There are big social problems among Millennials and younger (at least in the West); many of them are desperate to participate in their societies meaningfully and be rewarded (individually or collectively) for doing so. The "I want a big picture, a grand goal that we strive towards. Something noble that we yearn for" quote from this article sums that up perfectly.
I, thankfully, have this kind of satisfaction in my life, and it doesn't come from gaming. But most of my friends do not have this, and they desperately look for it in video games. Perhaps even this is the ultimate goal of Meta. I wish my generation and younger the best in their struggles to find meaning in life, and let's hope it's not anything too damaging to themselves or others.
> "I want a big picture, a grand goal that we strive towards. Something noble that we yearn for"
In fact this is not unique to millennials but is an age old struggle of humanity where religion is discovered, abandoned for one reason or another, then rediscovered again once secularism/nihilism doesn't provide the fulfilling sense of purpose everyone yearns for, ad infinitum
This is absurd. Even if climate change is just a feel good farce it would at least help people pretend that they have a goal. Instead we do absolutely nothing, we are scared of losing our jobs and having nothing to do while simultaneously having this mountain of tasks in front of us that we won't even consider touching.
It turns out that people don't just want a "mountain of tasks" to help them "pretend that they have a goal"... that just fuels the feelings of purposelessness. They want their existence and life itself to have meaning and purpose.
That's my conclusion too. Game are, at their core, something close to a real world activity but not the real thing. Even cats play games like that to learn. But current games, that is video games, are most of the time not a substitute where you can experiment with something close to the real thing. They are a form of entertainement. That means that what you accomplish in those games is nothing.
If you want something with stakes in, there are options in games (competitive players are like professional athletes this days for example), but the alternative that makes the most sense is just real life.
There are big social problems among Millennials and younger (at least in the West); many of them are desperate to participate in their societies meaningfully and be rewarded (individually or collectively) for doing so. The "I want a big picture, a grand goal that we strive towards. Something noble that we yearn for" quote from this article sums that up perfectly.
I, thankfully, have this kind of satisfaction in my life, and it doesn't come from gaming. But most of my friends do not have this, and they desperately look for it in video games. Perhaps even this is the ultimate goal of Meta. I wish my generation and younger the best in their struggles to find meaning in life, and let's hope it's not anything too damaging to themselves or others.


#### Your goal:
Take the listing from its first line through the line that contains "Image is 581x370 pixels." and please retype those lines exactly, leaving out the pictures.

================================

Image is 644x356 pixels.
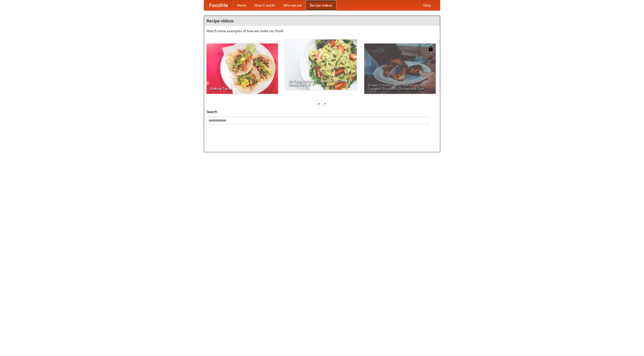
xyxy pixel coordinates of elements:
a: Who we are [280,0,306,11]
h4: Recipe videos [204,16,440,26]
a: An Easy, Summery Tomato Pasta That's Ready for Fall [285,39,357,90]
a: Help [419,0,435,11]
a: FoodMe [204,0,233,11]
a: How it works [251,0,280,11]
h5: Search [206,109,438,114]
div: » [322,100,327,107]
img: 483408.png [428,46,433,51]
span: An Easy, Summery Tomato Pasta That's Ready for Fall [289,79,353,86]
a: Recipe videos [306,0,336,11]
a: Making Tacos [206,44,278,94]
span: Making Tacos [210,87,274,90]
a: Home [233,0,251,11]
div: « [317,100,322,107]
p: Watch some examples of how we make our food! [206,28,438,34]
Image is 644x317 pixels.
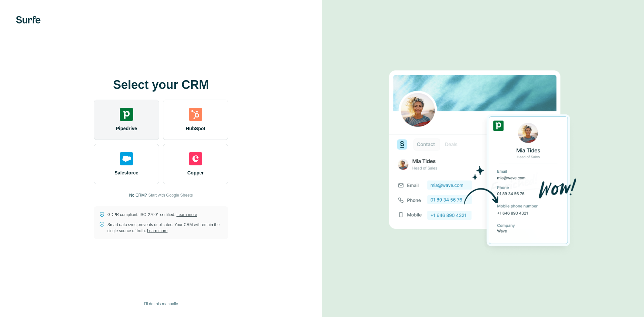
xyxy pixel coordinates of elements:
[120,152,133,166] img: salesforce's logo
[148,193,193,198] button: Start with Google Sheets
[188,107,202,121] img: hubspot's logo
[187,170,204,176] span: Copper
[177,212,197,217] a: Learn more
[186,125,206,132] span: HubSpot
[139,299,183,309] button: I’ll do this manually
[115,170,139,176] span: Salesforce
[188,152,202,166] img: copper's logo
[107,212,197,218] p: GDPR compliant. ISO-27001 certified.
[129,193,147,198] p: No CRM?
[16,16,41,24] img: Surfe's logo
[116,125,137,132] span: Pipedrive
[389,59,577,259] img: PIPEDRIVE image
[94,78,228,92] h1: Select your CRM
[120,107,133,121] img: pipedrive's logo
[107,222,223,234] p: Smart data sync prevents duplicates. Your CRM will remain the single source of truth.
[144,301,178,307] span: I’ll do this manually
[147,229,168,233] a: Learn more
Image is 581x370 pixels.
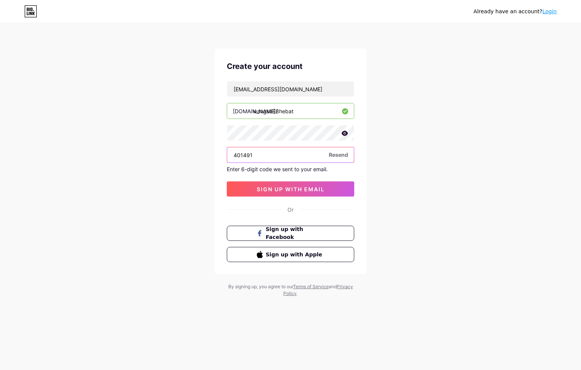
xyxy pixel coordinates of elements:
div: [DOMAIN_NAME]/ [233,107,277,115]
a: Terms of Service [293,284,329,290]
button: Sign up with Apple [227,247,354,262]
span: Sign up with Facebook [266,226,324,241]
span: Resend [329,151,348,159]
div: Or [287,206,293,214]
a: Login [542,8,556,14]
button: sign up with email [227,182,354,197]
button: Sign up with Facebook [227,226,354,241]
span: Sign up with Apple [266,251,324,259]
div: Already have an account? [473,8,556,16]
div: Enter 6-digit code we sent to your email. [227,166,354,172]
div: By signing up, you agree to our and . [226,283,355,297]
input: Paste login code [227,147,354,163]
span: sign up with email [257,186,324,193]
div: Create your account [227,61,354,72]
input: Email [227,81,354,97]
input: username [227,103,354,119]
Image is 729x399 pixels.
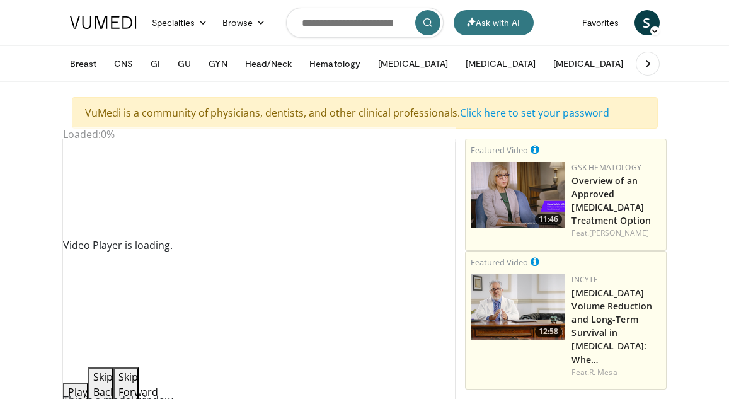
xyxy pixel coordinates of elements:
[70,16,137,29] img: VuMedi Logo
[571,174,651,226] a: Overview of an Approved [MEDICAL_DATA] Treatment Option
[545,51,630,76] button: [MEDICAL_DATA]
[201,51,234,76] button: GYN
[453,10,533,35] button: Ask with AI
[63,127,457,132] div: Progress Bar
[571,274,598,285] a: Incyte
[458,51,543,76] button: [MEDICAL_DATA]
[574,10,627,35] a: Favorites
[470,274,565,340] a: 12:58
[460,106,609,120] a: Click here to set your password
[589,367,617,377] a: R. Mesa
[634,10,659,35] a: S
[535,326,562,337] span: 12:58
[571,162,641,173] a: GSK Hematology
[101,127,115,141] span: 0%
[144,10,215,35] a: Specialties
[470,274,565,340] img: 7350bff6-2067-41fe-9408-af54c6d3e836.png.150x105_q85_crop-smart_upscale.png
[286,8,443,38] input: Search topics, interventions
[72,97,658,128] div: VuMedi is a community of physicians, dentists, and other clinical professionals.
[215,10,273,35] a: Browse
[571,287,652,365] a: [MEDICAL_DATA] Volume Reduction and Long-Term Survival in [MEDICAL_DATA]: Whe…
[170,51,198,76] button: GU
[470,256,528,268] small: Featured Video
[143,51,168,76] button: GI
[571,367,661,378] div: Feat.
[302,51,368,76] button: Hematology
[63,127,98,141] span: Loaded
[237,51,300,76] button: Head/Neck
[63,127,115,141] span: :
[370,51,455,76] button: [MEDICAL_DATA]
[470,144,528,156] small: Featured Video
[106,51,140,76] button: CNS
[62,51,104,76] button: Breast
[535,214,562,225] span: 11:46
[589,227,649,238] a: [PERSON_NAME]
[470,162,565,228] img: 289b7379-e856-41f9-ab32-666443b165a2.png.150x105_q85_crop-smart_upscale.png
[571,227,661,239] div: Feat.
[470,162,565,228] a: 11:46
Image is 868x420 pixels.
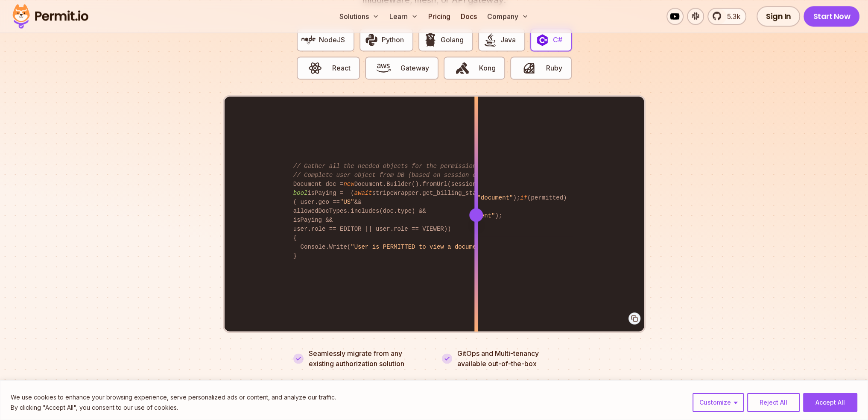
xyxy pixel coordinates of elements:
button: Customize [692,393,743,411]
span: Ruby [546,63,562,73]
span: bool [293,189,308,196]
a: Start Now [803,6,859,26]
span: await [354,189,372,196]
img: Java [482,33,497,47]
span: new [343,181,354,187]
span: 5.3k [721,11,740,21]
p: By clicking "Accept All", you consent to our use of cookies. [11,402,336,413]
img: Python [364,33,379,47]
span: // Gather all the needed objects for the permission check [293,163,497,169]
a: 5.3k [707,8,746,25]
span: Golang [440,35,464,45]
img: Gateway [376,61,391,75]
img: Permit logo [9,1,92,31]
span: Kong [479,63,495,73]
span: Python [381,35,404,45]
button: Solutions [336,8,383,25]
img: React [308,61,322,75]
code: User user = User.Builder.fromSession(session); Document doc = Document.Builder().fromUrl(session.... [287,155,581,268]
a: Pricing [425,8,454,25]
span: "document" [477,194,512,201]
span: "US" [340,199,354,206]
p: GitOps and Multi-tenancy available out-of-the-box [457,348,539,369]
span: Java [500,35,516,45]
button: Accept All [803,393,857,411]
button: Company [484,8,531,25]
span: if [520,194,527,201]
img: Kong [455,61,470,75]
img: Ruby [522,61,536,75]
span: // Complete user object from DB (based on session object, only 3 DB queries...) [293,172,576,179]
button: Learn [386,8,421,25]
a: Sign In [756,6,800,26]
img: C# [535,33,549,47]
span: C# [553,35,562,45]
button: Reject All [747,393,800,411]
p: Seamlessly migrate from any existing authorization solution [309,348,426,369]
span: Gateway [401,63,429,73]
a: Docs [457,8,480,25]
span: NodeJS [319,35,345,45]
img: Golang [423,33,438,47]
p: We use cookies to enhance your browsing experience, serve personalized ads or content, and analyz... [11,392,336,402]
span: React [332,63,351,73]
span: "User is PERMITTED to view a document" [351,243,487,251]
img: NodeJS [302,33,316,47]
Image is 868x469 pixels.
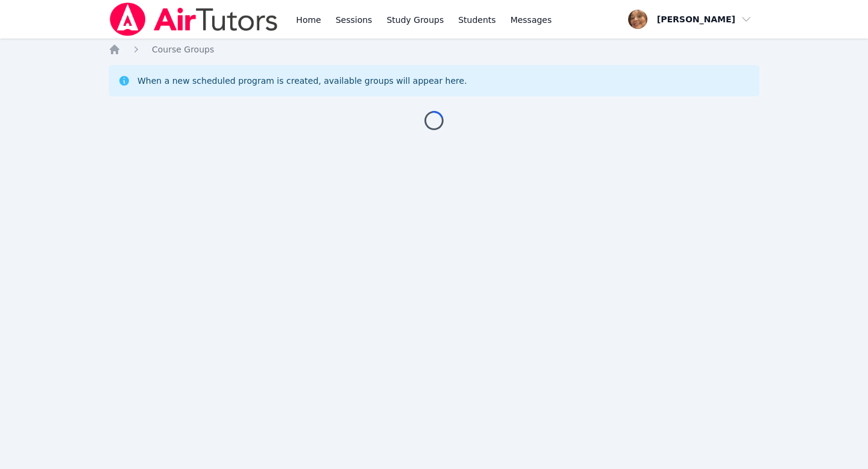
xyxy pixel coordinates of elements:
img: Air Tutors [108,3,279,36]
span: Messages [510,14,552,26]
div: When a new scheduled program is created, available groups will appear here. [138,75,467,87]
span: Course Groups [152,45,214,54]
nav: Breadcrumb [108,43,760,55]
a: Course Groups [152,43,214,55]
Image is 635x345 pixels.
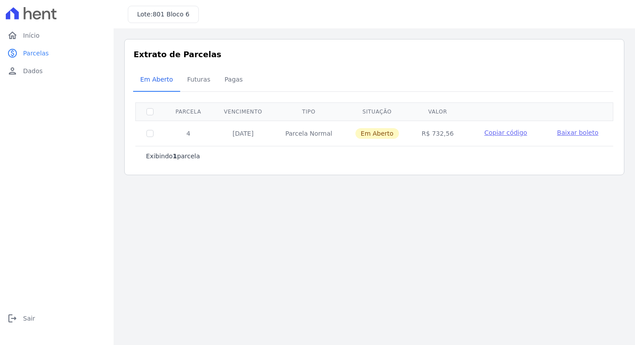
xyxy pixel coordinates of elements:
td: 4 [164,121,213,146]
i: paid [7,48,18,59]
a: logoutSair [4,310,110,328]
th: Situação [344,103,411,121]
h3: Extrato de Parcelas [134,48,615,60]
span: Em Aberto [356,128,399,139]
a: Em Aberto [133,69,180,92]
span: Copiar código [484,129,527,136]
i: logout [7,313,18,324]
span: Em Aberto [135,71,178,88]
span: Futuras [182,71,216,88]
a: homeInício [4,27,110,44]
i: home [7,30,18,41]
th: Valor [411,103,465,121]
p: Exibindo parcela [146,152,200,161]
a: Futuras [180,69,218,92]
td: [DATE] [213,121,274,146]
a: Baixar boleto [557,128,599,137]
span: 801 Bloco 6 [153,11,190,18]
h3: Lote: [137,10,190,19]
span: Sair [23,314,35,323]
th: Vencimento [213,103,274,121]
a: personDados [4,62,110,80]
span: Baixar boleto [557,129,599,136]
th: Tipo [274,103,344,121]
a: paidParcelas [4,44,110,62]
span: Pagas [219,71,248,88]
span: Parcelas [23,49,49,58]
td: Parcela Normal [274,121,344,146]
th: Parcela [164,103,213,121]
span: Dados [23,67,43,75]
b: 1 [173,153,177,160]
i: person [7,66,18,76]
span: Início [23,31,40,40]
td: R$ 732,56 [411,121,465,146]
button: Copiar código [476,128,536,137]
a: Pagas [218,69,250,92]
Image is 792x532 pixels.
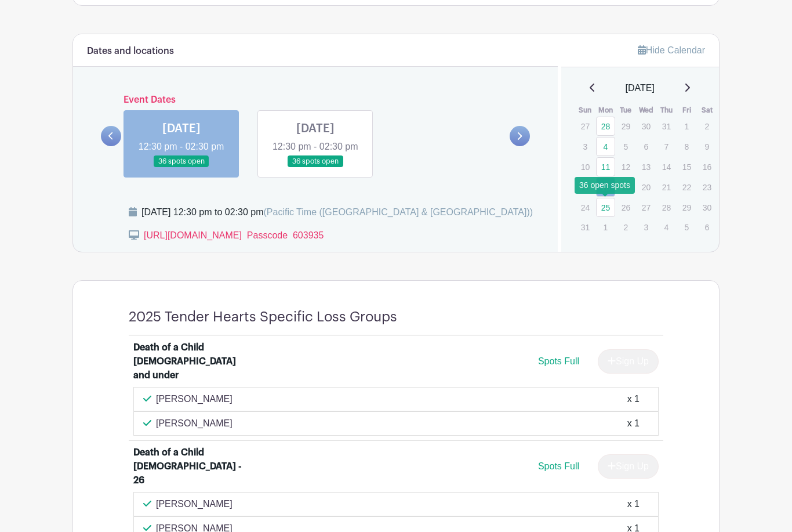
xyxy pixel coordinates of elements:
a: 4 [596,137,615,156]
p: 30 [697,199,717,216]
th: Fri [677,105,697,116]
p: 10 [576,158,595,176]
p: 20 [637,178,656,196]
p: 24 [576,199,595,216]
th: Mon [596,105,616,116]
th: Sat [697,105,717,116]
p: 31 [576,218,595,236]
p: 26 [617,199,636,216]
p: 30 [637,117,656,135]
span: (Pacific Time ([GEOGRAPHIC_DATA] & [GEOGRAPHIC_DATA])) [264,207,533,217]
p: 22 [678,178,697,196]
a: [URL][DOMAIN_NAME] Passcode 603935 [144,230,324,240]
p: 7 [657,138,676,155]
div: x 1 [627,392,639,406]
p: 9 [697,138,717,155]
span: Spots Full [538,461,579,471]
th: Sun [575,105,596,116]
p: 23 [697,178,717,196]
p: [PERSON_NAME] [156,392,232,406]
p: 3 [637,218,656,236]
span: [DATE] [626,81,655,95]
h4: 2025 Tender Hearts Specific Loss Groups [129,309,397,325]
th: Tue [616,105,636,116]
p: 15 [678,158,697,176]
div: [DATE] 12:30 pm to 02:30 pm [141,206,533,219]
a: 25 [596,198,615,217]
p: 8 [678,138,697,155]
p: 28 [657,199,676,216]
p: 27 [637,199,656,216]
div: x 1 [627,416,639,430]
p: [PERSON_NAME] [156,416,232,430]
p: 21 [657,178,676,196]
p: 13 [637,158,656,176]
th: Thu [656,105,677,116]
p: 29 [678,199,697,216]
h6: Dates and locations [87,46,174,57]
p: 6 [637,138,656,155]
p: 5 [617,138,636,155]
div: 36 open spots [574,177,635,194]
p: 27 [576,117,595,135]
a: 11 [596,157,615,177]
p: 14 [657,158,676,176]
p: [PERSON_NAME] [156,497,232,511]
p: 16 [697,158,717,176]
th: Wed [636,105,656,116]
p: 12 [617,158,636,176]
p: 31 [657,117,676,135]
p: 3 [576,138,595,155]
p: 1 [678,117,697,135]
a: 28 [596,117,615,136]
p: 6 [697,218,717,236]
a: Hide Calendar [638,45,705,55]
div: x 1 [627,497,639,511]
p: 5 [678,218,697,236]
p: 2 [697,117,717,135]
div: Death of a Child [DEMOGRAPHIC_DATA] and under [134,341,251,382]
div: Death of a Child [DEMOGRAPHIC_DATA] - 26 [134,445,251,487]
span: Spots Full [538,356,579,366]
p: 2 [617,218,636,236]
h6: Event Dates [122,95,510,105]
p: 29 [617,117,636,135]
p: 4 [657,218,676,236]
p: 1 [596,218,615,236]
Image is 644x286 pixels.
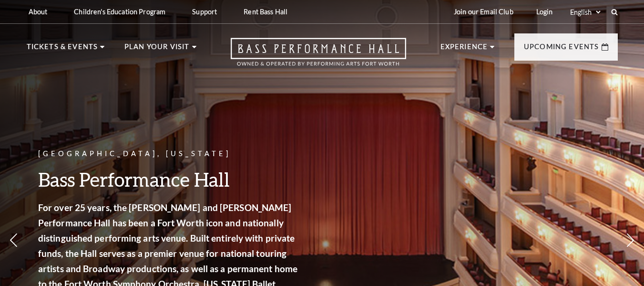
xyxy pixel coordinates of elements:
p: Tickets & Events [27,41,98,58]
p: Rent Bass Hall [243,8,288,16]
p: Plan Your Visit [124,41,190,58]
select: Select: [568,8,602,17]
p: About [29,8,47,16]
p: Support [192,8,217,16]
p: Experience [441,41,488,58]
p: Upcoming Events [524,41,599,58]
p: Children's Education Program [74,8,166,16]
p: [GEOGRAPHIC_DATA], [US_STATE] [38,148,301,160]
h3: Bass Performance Hall [38,167,301,191]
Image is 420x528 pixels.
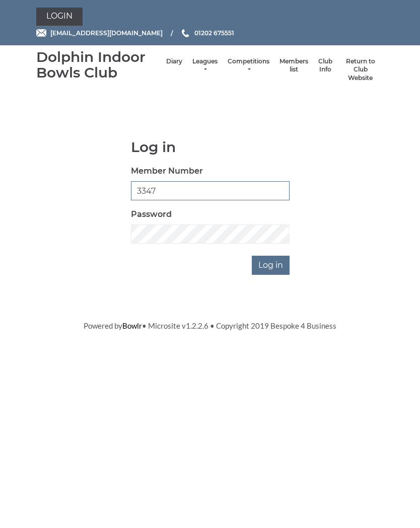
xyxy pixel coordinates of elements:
a: Phone us 01202 675551 [180,28,234,38]
input: Log in [252,256,290,275]
div: Dolphin Indoor Bowls Club [36,50,161,81]
a: Diary [166,57,183,66]
img: Email [36,29,46,37]
a: Bowlr [122,321,142,330]
a: Members list [280,57,308,74]
a: Return to Club Website [342,57,379,83]
span: [EMAIL_ADDRESS][DOMAIN_NAME] [50,29,163,37]
a: Competitions [227,57,270,74]
span: Powered by • Microsite v1.2.2.6 • Copyright 2019 Bespoke 4 Business [83,321,337,330]
label: Member Number [131,165,203,177]
a: Login [36,7,83,26]
img: Phone us [182,29,189,37]
span: 01202 675551 [194,29,234,37]
h1: Log in [131,139,290,155]
a: Leagues [193,57,217,74]
label: Password [131,208,171,220]
a: Club Info [318,57,332,74]
a: Email [EMAIL_ADDRESS][DOMAIN_NAME] [36,28,163,38]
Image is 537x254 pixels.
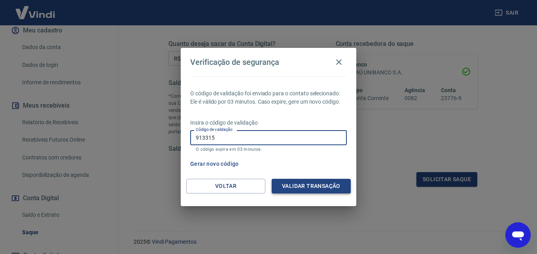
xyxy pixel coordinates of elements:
h4: Verificação de segurança [190,57,279,67]
label: Código de validação [196,127,233,133]
iframe: Botão para abrir a janela de mensagens [506,222,531,248]
p: O código de validação foi enviado para o contato selecionado. Ele é válido por 03 minutos. Caso e... [190,89,347,106]
p: Insira o código de validação [190,119,347,127]
button: Voltar [186,179,266,194]
p: O código expira em 03 minutos. [196,147,342,152]
button: Validar transação [272,179,351,194]
button: Gerar novo código [187,157,242,171]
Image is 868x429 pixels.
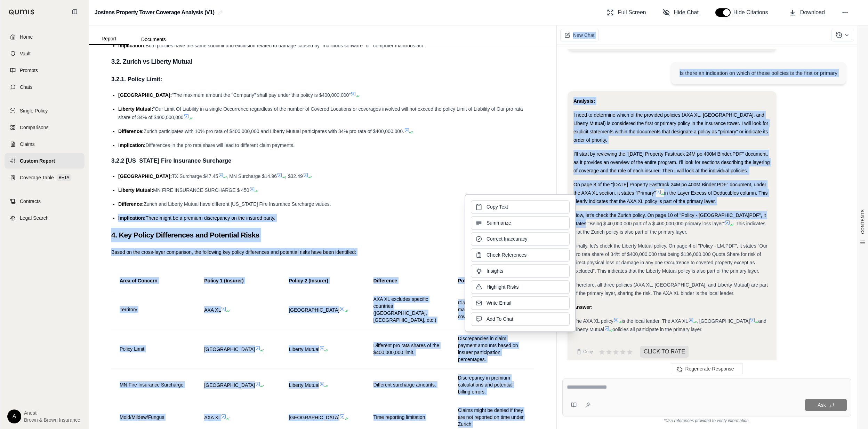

================================

#### Exercise result:
Image is 644x356 pixels.
xyxy pixel coordinates of elements:
a: Who we are [280,0,306,11]
h4: Recipe videos [204,16,440,26]
a: An Easy, Summery Tomato Pasta That's Ready for Fall [285,39,357,90]
a: Help [419,0,435,11]
a: FoodMe [204,0,233,11]
a: How it works [251,0,280,11]
h5: Search [206,109,438,114]
div: » [322,100,327,107]
img: 483408.png [428,46,433,51]
span: An Easy, Summery Tomato Pasta That's Ready for Fall [289,79,353,86]
a: Recipe videos [306,0,336,11]
a: Making Tacos [206,44,278,94]
span: Making Tacos [210,87,274,90]
a: Home [233,0,251,11]
div: « [317,100,322,107]
p: Watch some examples of how we make our food! [206,28,438,34]
Image is 644x317 pixels.
xyxy pixel coordinates of elements:
[120,152,133,166] img: salesforce's logo
[148,193,193,198] button: Start with Google Sheets
[188,107,202,121] img: hubspot's logo
[187,170,204,176] span: Copper
[177,212,197,217] a: Learn more
[186,125,206,132] span: HubSpot
[139,299,183,309] button: I’ll do this manually
[115,170,139,176] span: Salesforce
[188,152,202,166] img: copper's logo
[107,212,197,218] p: GDPR compliant. ISO-27001 certified.
[129,193,147,198] p: No CRM?
[16,16,41,24] img: Surfe's logo
[116,125,137,132] span: Pipedrive
[389,59,577,259] img: PIPEDRIVE image
[94,78,228,92] h1: Select your CRM
[120,107,133,121] img: pipedrive's logo
[107,222,223,234] p: Smart data sync prevents duplicates. Your CRM will remain the single source of truth.
[144,301,178,307] span: I’ll do this manually
[147,229,168,233] a: Learn more
Image is 581x370 pixels.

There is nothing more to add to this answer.